Purpose
Use this mapping when an AI-related case is known only through public reporting, public statements, public documentation, screenshots, papers, or third-party summaries. The goal is to separate what is known, what is inferred, what is missing, and what must not be concluded.
Actor-Authority-Evidence map
| Layer | What to identify | Evidence to retain | What not to assume |
|---|---|---|---|
| Human requester or operator | Who initiated, approved, used, or relied on the AI-mediated action. | Public statement, workflow description, timestamp, review record, approval record if public. | Do not assume actual control merely because a human was nominally present. |
| Affected human or account owner | Who was affected and who could appeal, recover, contest, or stop the result. | Public report, notice, appeal path, recovery path, support record if public. | Do not assume appeal or recovery was effective without evidence. |
| AI assistant or agent | What the AI judged, recommended, routed, generated, or executed. | Product description, transcript, prompt log if public, incident report, visible output. | Do not treat a model-output error as the only possible failure mode. |
| Platform automation layer | Which automated workflow acted after the AI output or user interaction. | Public architecture description, support-flow documentation, API behavior, public postmortem. | Do not assume the AI had final authority if automation or platform rules executed the action. |
| Privileged system or API | Whether account recovery, credential changes, production actions, tool execution, or rollback suppression occurred. | Public technical note, audit excerpt if public, timeline, affected-state record. | Do not infer privileged access without evidence. |
| Accountable organization or human authority | Who could have paused, reversed, escalated, or contained the action before irreversibility. | Governance statement, incident response note, escalation path, responsible team statement. | Do not convert organizational responsibility into proof that refusal was available in time. |
| External attacker, if any | Whether an external actor manipulated, induced, exploited, or routed the AI-mediated process. | Public vulnerability report, disclosure timeline, exploit description, official statement. | Do not attribute intent, identity, or causation beyond public evidence. |
| Evidence custodian | Who preserves logs, messages, timestamps, recovery records, approvals, and missing-evidence notes. | Public preservation statement, investigation scope, evidence inventory if public. | Do not treat missing evidence as proof of safety, refusal, or procedural validity. |
Minimal public-source review questions
- What did the AI judge, recommend, route, generate, or execute?
- Which authority path was involved: account recovery, credential change, tool execution, production action, privileged API, rollback, or appeal removal?
- Could an accountable human stop, suspend, reverse, or escalate the action before irreversible effect?
- What evidence is public, what is inferred, and what is missing?
- What conclusions must remain unresolved because internal logs, private records, or official findings are unavailable?
Safe public wording
How this connects to adoption review
For adoption review, this mapping helps teams ask whether an AI system is being introduced into an authority path where future incidents would become difficult to reconstruct or stop in time. If a public-source review cannot identify the responsible actor, authority path, evidence custodian, or refusal window, the same gap should be checked before deployment, procurement, or expanded access.
Practical template
After using this mapping guide, use the public-source review template to record sources, public facts, inferences, unknowns, authority paths, evidence gaps, and safe summary wording.
Limits
This mapping does not create certification, approval, compliance status, official attribution, legal conclusion, safety guarantee, or proof of institutional adoption. It is a structured way to keep public-source incident review from becoming either speculation or mere output-error commentary.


YOUR TASK: Which lines of the records below contain the string "high"? Report each of them.
___ DATA TO USE ___
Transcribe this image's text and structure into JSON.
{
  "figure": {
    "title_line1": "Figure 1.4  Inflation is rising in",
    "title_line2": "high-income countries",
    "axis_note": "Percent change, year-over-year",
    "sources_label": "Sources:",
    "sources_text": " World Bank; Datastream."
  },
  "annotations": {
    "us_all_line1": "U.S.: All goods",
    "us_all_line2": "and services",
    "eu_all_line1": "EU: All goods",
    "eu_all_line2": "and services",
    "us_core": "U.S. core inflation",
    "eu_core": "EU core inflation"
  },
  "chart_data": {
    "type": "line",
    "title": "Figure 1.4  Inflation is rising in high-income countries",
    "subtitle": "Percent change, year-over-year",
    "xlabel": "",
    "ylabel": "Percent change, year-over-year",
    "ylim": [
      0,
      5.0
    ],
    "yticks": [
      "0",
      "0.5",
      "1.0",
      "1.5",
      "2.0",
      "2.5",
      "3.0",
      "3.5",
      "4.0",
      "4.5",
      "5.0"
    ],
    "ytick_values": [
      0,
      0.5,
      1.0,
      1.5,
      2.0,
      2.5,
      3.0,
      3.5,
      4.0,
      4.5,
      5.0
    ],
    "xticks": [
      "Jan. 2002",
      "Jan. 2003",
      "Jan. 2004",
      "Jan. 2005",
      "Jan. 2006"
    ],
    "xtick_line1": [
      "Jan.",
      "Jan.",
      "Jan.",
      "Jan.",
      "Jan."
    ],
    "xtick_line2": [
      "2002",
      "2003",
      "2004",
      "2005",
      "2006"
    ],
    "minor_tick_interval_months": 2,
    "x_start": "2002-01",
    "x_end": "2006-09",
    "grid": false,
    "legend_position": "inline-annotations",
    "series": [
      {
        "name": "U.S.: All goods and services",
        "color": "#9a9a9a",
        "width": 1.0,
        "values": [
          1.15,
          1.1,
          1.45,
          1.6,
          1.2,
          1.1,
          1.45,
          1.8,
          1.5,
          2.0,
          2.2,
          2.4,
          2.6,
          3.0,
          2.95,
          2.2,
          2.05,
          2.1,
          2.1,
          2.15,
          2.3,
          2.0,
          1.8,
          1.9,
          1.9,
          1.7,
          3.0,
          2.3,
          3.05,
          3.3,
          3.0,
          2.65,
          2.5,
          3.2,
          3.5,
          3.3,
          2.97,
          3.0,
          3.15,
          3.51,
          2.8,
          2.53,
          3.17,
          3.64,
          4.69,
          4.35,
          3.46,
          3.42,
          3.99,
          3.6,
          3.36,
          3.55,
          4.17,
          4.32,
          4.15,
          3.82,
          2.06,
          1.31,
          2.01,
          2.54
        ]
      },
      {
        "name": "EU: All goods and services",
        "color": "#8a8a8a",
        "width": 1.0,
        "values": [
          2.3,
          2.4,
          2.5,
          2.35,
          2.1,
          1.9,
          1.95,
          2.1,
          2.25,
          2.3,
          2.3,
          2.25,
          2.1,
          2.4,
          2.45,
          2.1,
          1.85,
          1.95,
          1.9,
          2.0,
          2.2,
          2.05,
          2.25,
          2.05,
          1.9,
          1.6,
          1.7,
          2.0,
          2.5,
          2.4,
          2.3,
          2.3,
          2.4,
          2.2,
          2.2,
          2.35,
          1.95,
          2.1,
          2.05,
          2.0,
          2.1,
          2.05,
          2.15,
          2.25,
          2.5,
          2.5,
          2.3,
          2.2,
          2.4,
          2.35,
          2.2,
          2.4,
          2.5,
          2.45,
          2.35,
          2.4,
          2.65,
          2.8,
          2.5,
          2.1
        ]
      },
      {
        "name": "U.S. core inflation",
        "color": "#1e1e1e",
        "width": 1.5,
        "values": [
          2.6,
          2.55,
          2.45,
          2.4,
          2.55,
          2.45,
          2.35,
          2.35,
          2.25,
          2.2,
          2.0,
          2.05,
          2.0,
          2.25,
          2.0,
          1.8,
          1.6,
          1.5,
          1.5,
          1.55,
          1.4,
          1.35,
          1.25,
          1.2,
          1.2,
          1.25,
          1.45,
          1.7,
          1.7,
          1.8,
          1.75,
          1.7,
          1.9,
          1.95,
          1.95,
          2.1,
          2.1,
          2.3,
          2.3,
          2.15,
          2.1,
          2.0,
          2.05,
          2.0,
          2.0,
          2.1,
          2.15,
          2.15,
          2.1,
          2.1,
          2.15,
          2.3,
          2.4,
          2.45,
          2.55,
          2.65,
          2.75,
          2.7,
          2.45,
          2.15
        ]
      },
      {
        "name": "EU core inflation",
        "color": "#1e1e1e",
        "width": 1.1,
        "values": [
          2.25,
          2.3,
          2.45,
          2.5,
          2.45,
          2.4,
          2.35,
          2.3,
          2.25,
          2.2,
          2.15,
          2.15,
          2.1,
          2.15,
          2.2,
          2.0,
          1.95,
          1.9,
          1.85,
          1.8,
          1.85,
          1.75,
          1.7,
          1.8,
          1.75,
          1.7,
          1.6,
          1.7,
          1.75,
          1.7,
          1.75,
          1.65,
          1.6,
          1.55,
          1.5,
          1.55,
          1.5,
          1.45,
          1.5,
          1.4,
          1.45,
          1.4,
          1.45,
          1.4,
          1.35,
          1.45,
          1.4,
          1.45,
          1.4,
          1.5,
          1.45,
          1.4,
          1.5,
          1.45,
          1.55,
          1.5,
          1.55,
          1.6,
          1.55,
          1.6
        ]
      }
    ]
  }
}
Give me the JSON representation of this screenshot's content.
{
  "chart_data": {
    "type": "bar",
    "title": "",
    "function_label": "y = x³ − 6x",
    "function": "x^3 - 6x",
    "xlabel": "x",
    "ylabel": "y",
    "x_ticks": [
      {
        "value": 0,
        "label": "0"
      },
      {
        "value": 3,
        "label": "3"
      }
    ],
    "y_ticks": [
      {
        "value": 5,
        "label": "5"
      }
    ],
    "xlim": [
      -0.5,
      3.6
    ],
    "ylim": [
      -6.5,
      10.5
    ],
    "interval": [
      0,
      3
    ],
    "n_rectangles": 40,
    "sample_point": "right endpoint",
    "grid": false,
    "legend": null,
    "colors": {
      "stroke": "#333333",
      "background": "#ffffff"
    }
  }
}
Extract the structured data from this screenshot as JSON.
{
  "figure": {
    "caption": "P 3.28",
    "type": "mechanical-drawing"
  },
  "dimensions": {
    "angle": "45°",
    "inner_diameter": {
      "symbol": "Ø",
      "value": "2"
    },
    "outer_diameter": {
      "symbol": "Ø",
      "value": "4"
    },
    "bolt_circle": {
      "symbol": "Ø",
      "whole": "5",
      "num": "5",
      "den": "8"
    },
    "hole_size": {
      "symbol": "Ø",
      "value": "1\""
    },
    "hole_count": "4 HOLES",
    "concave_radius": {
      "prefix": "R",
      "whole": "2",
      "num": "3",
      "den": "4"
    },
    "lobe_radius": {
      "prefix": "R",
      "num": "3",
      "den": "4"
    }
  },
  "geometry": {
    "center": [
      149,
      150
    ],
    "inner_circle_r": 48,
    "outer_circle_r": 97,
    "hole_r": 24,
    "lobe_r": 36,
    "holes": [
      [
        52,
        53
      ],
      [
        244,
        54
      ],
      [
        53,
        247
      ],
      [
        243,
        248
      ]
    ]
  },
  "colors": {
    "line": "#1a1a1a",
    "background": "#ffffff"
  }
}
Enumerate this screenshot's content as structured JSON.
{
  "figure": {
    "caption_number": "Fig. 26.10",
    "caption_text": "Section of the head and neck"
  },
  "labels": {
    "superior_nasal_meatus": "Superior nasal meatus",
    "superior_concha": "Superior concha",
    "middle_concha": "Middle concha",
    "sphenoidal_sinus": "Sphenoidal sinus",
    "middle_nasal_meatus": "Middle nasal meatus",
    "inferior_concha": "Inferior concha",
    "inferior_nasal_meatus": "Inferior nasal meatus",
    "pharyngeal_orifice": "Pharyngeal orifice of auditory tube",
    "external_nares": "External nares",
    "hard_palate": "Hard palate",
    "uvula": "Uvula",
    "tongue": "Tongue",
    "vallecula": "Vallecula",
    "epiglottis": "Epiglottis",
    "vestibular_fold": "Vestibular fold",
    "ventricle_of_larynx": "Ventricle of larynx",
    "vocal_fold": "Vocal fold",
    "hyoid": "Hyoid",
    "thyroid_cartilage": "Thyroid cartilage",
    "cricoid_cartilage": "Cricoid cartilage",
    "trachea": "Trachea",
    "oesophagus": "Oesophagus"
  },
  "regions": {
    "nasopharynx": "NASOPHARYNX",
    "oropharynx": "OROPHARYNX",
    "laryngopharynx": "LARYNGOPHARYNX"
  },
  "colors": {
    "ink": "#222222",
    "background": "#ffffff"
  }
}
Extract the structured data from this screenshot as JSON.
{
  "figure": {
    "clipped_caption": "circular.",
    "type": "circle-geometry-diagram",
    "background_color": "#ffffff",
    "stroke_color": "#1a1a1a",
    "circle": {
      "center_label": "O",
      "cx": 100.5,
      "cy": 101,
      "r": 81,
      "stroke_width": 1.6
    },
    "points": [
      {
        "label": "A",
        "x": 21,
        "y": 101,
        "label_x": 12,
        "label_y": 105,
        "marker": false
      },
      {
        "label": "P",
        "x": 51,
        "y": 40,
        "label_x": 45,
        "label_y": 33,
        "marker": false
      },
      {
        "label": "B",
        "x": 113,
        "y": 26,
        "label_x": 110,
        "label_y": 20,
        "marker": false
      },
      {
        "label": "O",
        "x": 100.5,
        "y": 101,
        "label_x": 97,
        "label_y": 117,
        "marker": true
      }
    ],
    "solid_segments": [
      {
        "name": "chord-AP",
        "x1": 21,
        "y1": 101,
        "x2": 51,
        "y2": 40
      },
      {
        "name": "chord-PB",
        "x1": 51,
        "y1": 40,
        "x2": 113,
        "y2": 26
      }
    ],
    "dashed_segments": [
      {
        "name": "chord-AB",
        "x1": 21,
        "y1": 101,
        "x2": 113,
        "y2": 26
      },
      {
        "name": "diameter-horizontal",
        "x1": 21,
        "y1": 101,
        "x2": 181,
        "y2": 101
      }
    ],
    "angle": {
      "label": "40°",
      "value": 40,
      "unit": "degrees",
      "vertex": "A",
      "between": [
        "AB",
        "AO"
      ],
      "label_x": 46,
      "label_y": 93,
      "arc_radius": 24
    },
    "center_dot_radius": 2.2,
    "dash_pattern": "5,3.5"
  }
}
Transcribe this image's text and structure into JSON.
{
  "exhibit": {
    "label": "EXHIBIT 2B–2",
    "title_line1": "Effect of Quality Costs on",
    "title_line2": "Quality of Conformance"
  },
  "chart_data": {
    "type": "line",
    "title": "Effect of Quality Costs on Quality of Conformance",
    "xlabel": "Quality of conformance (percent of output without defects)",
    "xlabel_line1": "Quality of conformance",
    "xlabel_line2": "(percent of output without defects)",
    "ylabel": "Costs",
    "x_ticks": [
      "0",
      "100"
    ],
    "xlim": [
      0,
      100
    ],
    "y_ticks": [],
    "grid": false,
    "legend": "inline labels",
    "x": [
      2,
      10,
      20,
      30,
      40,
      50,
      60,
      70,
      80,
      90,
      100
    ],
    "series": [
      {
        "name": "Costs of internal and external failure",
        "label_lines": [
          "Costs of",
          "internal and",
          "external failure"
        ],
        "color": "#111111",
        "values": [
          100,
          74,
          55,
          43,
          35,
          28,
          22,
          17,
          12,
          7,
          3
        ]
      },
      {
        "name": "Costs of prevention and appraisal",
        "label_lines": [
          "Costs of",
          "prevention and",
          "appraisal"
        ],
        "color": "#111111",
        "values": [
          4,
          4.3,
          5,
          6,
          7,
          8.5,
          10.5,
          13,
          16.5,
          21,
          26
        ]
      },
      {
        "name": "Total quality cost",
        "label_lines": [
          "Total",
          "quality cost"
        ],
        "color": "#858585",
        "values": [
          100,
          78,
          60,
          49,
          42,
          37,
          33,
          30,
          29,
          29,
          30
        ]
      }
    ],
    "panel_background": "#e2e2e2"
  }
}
___
YOUR SOLUTION:
    "title_line2": "high-income countries",
    "title": "Figure 1.4  Inflation is rising in high-income countries",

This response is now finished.